The feature-length documentary Living Water, which is included in the climate change section, directed by Czech director and social anthropologist Pavel Borecky, is a co-production between the Czech Republic, Switzerland and Jordan that deals with the conflict of water scarcity in Wadi Rum, also known as the Valley of the Moon. This desert area is located close to a mountainous granite and sandstone region in southern Jordan.
Through a series of interviews and poetic scenes of the arid landscape, the eco-documentary shows the current complex situation in the country. Water resources are on the verge of depletion and there is an internal conflict between the local community and the state. “The film is about the moment when the king and experts have to meet because the water situation is so critical that they are forced to draw water from the depths,” says Borecky.
Borecky is a social anthropologist, audio-visual ethnographer and film curator. His previous films, Solaris (2015) and In the Devil’s Garden (2018), focused on consumer culture in Estonia and the issue of decolonisation in the Sahrawi Arab Democratic Republic. Living Water is his first feature-length documentary.
“States seem benevolent because they invest in infrastructure, in roads and we see it as a welfare state. We are from the Czech Republic and when we go to Northern Europe we think everything is great.” In Jordan, explains the director, “a monarchy has been ruling for years and the same thing is happening, and it’s also one of the most stable in the Middle East,” the director assured the audience at the Festival.
Finally, he quoted anthropologist Arjun Apadurai, who believes that the era of nations is over, and a kind of planetary government is beginning: “As we have seen with the coronavirus, the idea of the nation-state is still present,” he pointed out. And “there are still voices in the world saying that you have to support the leaders, but they aren’t going to go away so quickly,” he adds.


Exercise
Without further comment, state how many lines in the listing below contain the word "tick".

Task material
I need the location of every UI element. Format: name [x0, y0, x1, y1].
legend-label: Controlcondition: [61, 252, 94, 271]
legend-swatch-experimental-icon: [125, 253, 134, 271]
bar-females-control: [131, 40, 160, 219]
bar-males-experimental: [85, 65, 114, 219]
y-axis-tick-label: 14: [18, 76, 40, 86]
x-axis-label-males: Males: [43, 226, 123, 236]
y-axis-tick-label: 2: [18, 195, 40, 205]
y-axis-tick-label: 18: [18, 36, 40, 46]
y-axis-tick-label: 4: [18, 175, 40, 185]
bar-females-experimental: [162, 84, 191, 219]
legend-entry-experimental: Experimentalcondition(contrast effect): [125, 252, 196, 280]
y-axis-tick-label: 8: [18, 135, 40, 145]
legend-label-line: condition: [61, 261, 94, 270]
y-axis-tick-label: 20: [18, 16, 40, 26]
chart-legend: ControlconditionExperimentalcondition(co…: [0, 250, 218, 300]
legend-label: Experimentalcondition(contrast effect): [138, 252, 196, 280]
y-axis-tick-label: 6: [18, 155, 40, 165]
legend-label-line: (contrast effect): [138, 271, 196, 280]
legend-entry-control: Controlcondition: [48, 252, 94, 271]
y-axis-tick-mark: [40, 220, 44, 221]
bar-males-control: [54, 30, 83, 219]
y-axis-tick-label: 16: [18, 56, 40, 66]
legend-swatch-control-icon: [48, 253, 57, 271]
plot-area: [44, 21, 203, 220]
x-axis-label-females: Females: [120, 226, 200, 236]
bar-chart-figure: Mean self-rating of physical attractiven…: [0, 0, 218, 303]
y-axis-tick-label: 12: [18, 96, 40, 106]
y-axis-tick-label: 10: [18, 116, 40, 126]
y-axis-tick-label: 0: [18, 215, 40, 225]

Solution
12